Heaven knows that Cuba, then as now, had a crying need for some foreign exchange. And here was an ocean of fresh, plasma-rich blood freed from its confines by bullets and spilling in torrents daily. Let’s collect it and sell it, reasoned the cash-hungry mass-murdering regime.

On April 7, 1967 The Organization of American States Human Rights Commission issued a detailed report on an overlooked facet of “President” Castro's much-lauded “health-care:” 

"On May 27, 1966 from six in the morning to nightfall political prisoners were executed continuously by firing squad in Havana's La Cabana prison, one hundred and sixty-six men were executed that day and each had 5 pints of blood extracted prior to being shot."

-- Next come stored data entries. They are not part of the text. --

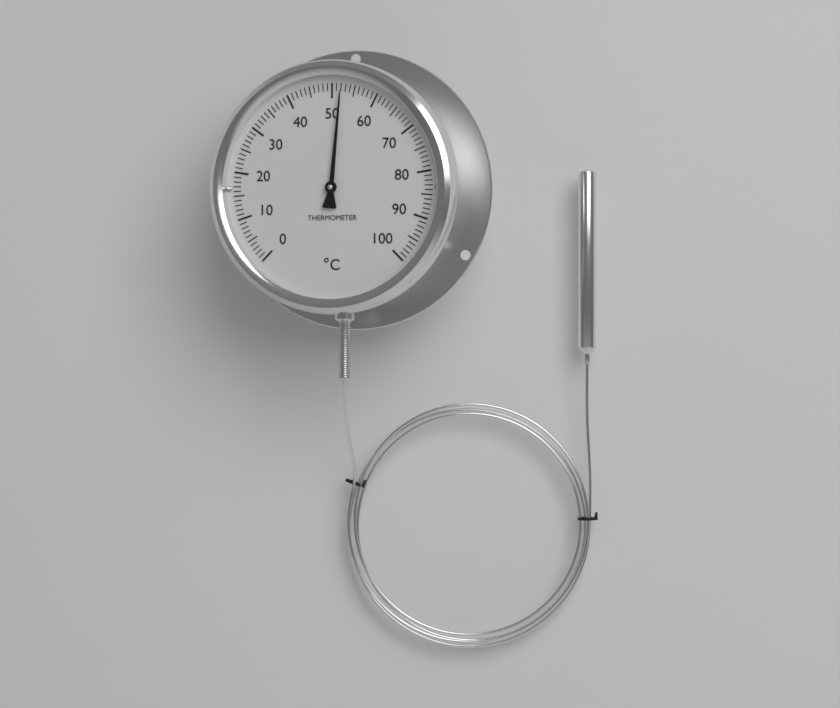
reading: 52 °C
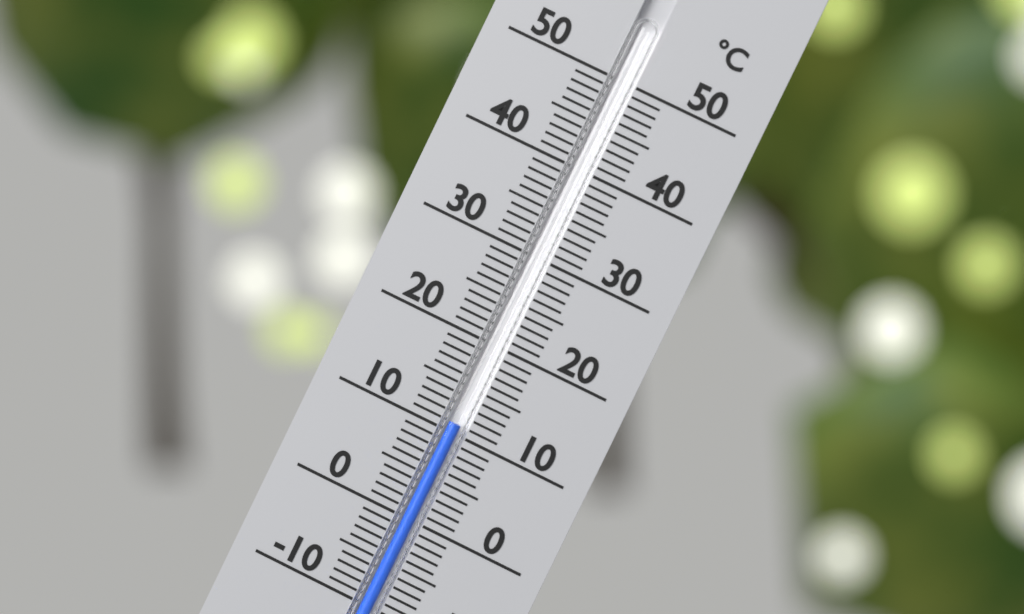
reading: 11 °C
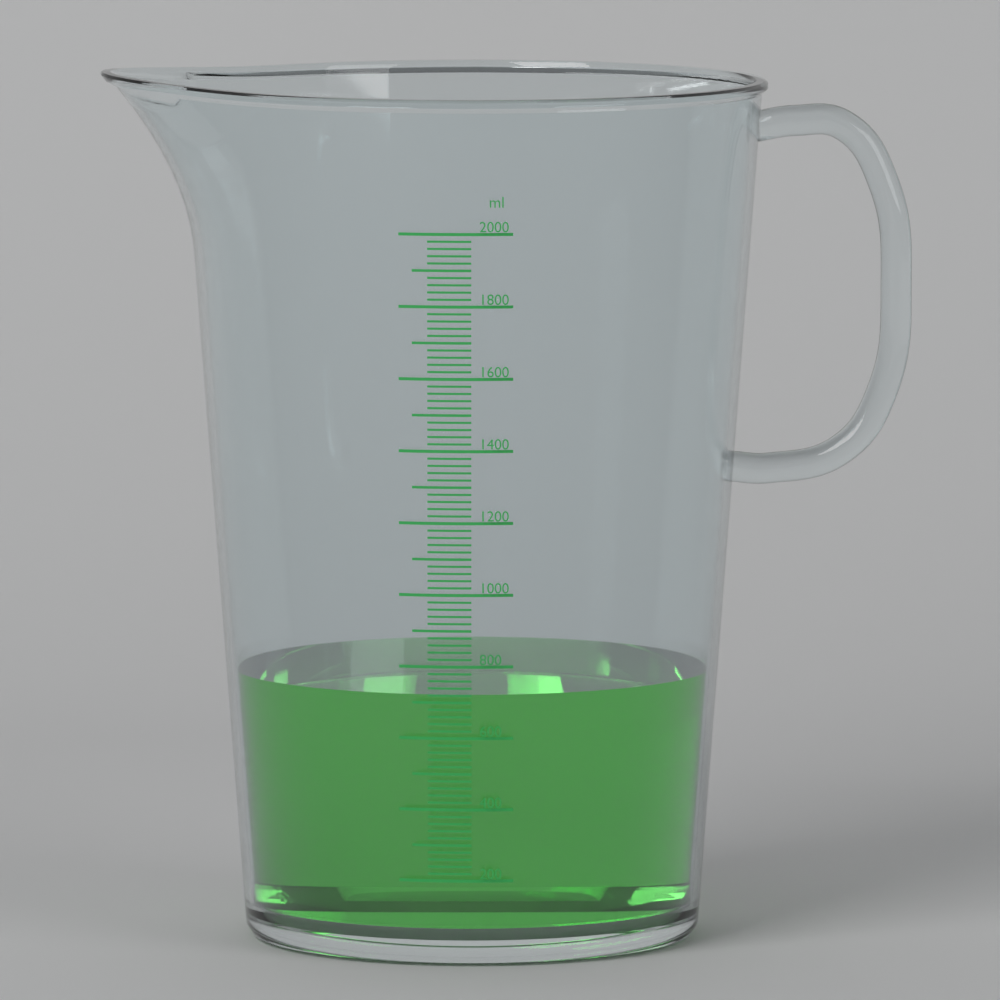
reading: 720 ml
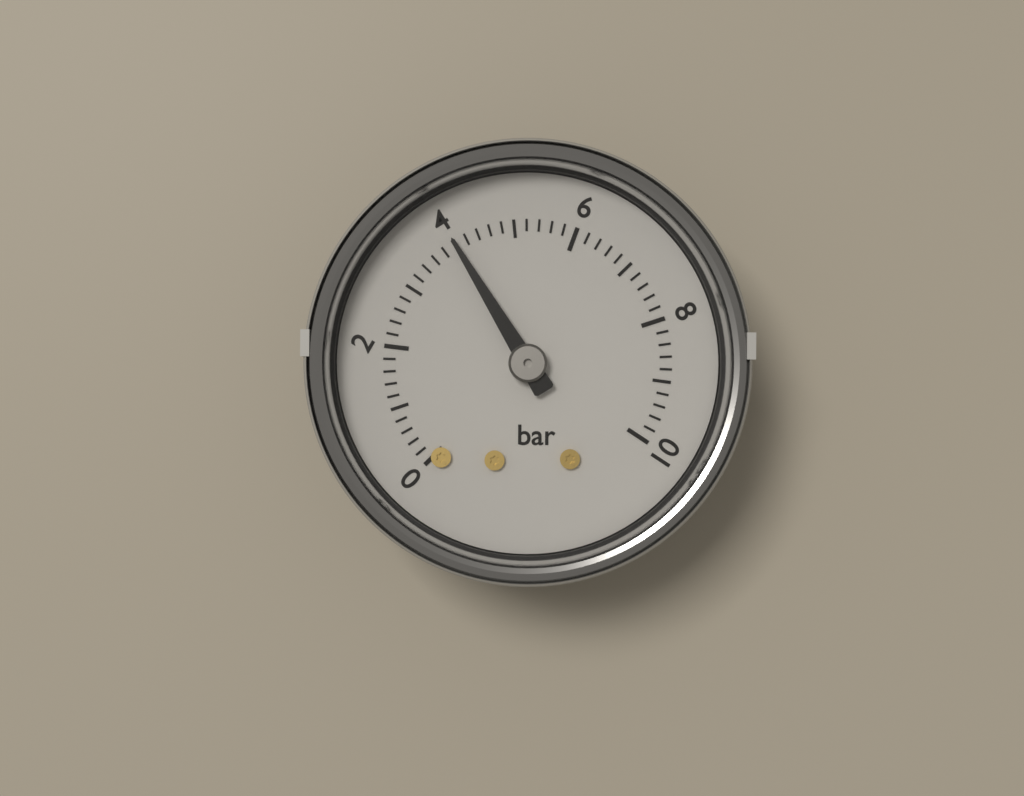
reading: 4.0 bar
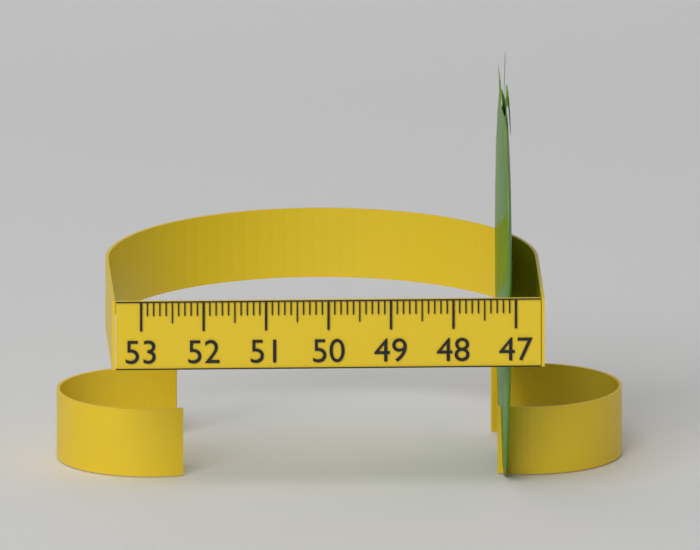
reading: 47.2 (no unit)
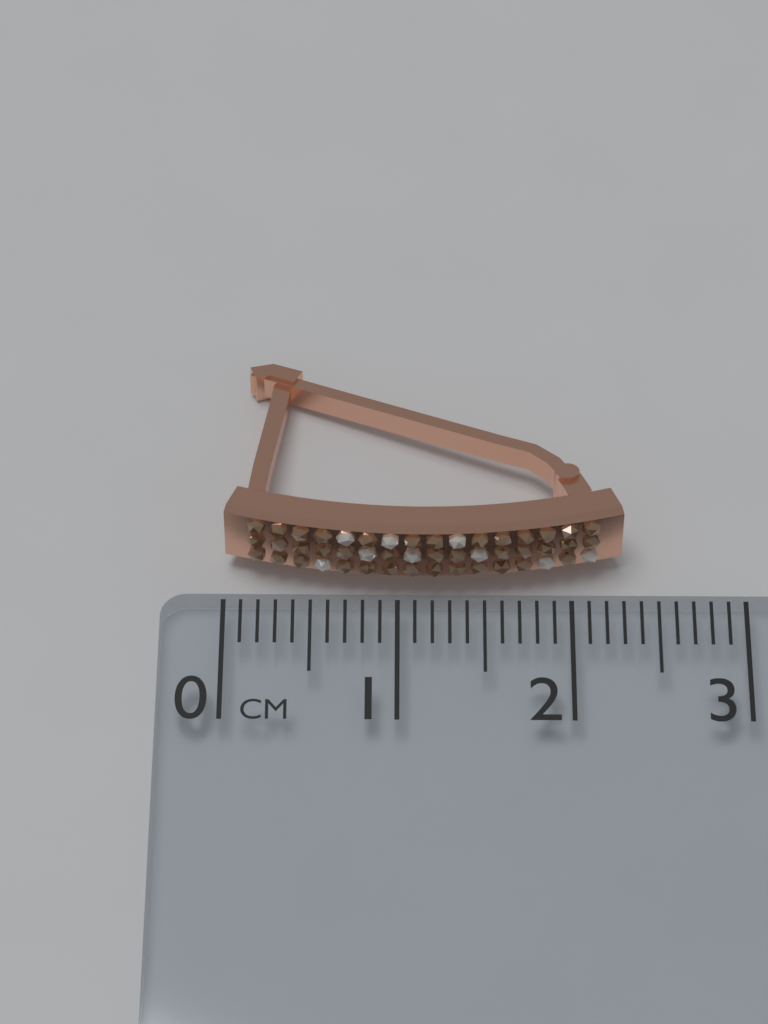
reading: 2.3 cm
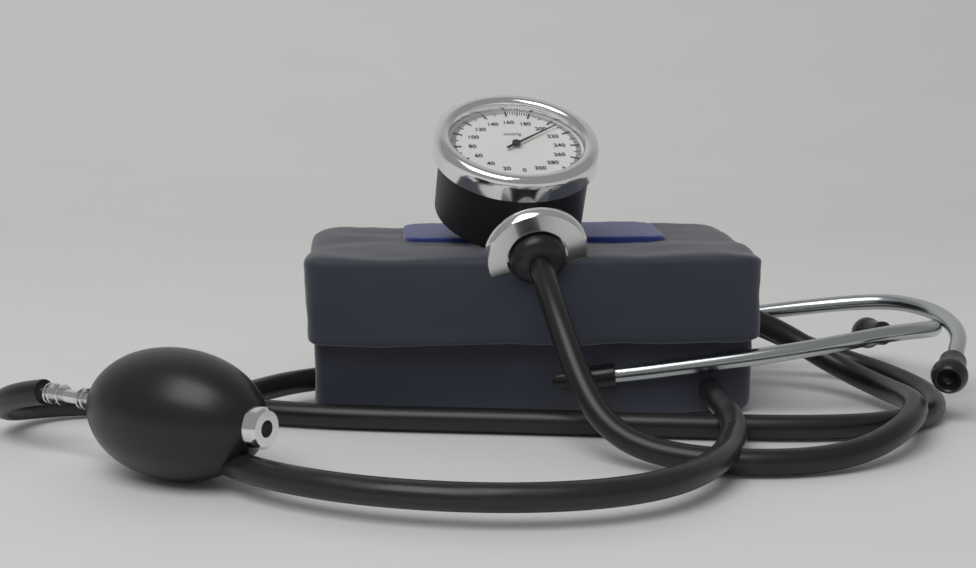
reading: 208 mmHg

"Extracting this amount of blood often produces cerebral anemia and unconsciousness so that many had to be carried to the execution wall on stretchers," the report continued. "The corpses were then transported by truck to a mass grave in a cemetery outside the city of Marianao. On that day, the truck required seven trips to deliver all the corpses. On 13th street in Havana's Vedado district, Soviet medical personnel have established a blood bank where this blood is transported and stored. This blood is sold at fifty U.S. dollars per pint to the Republic of North Viet Nam."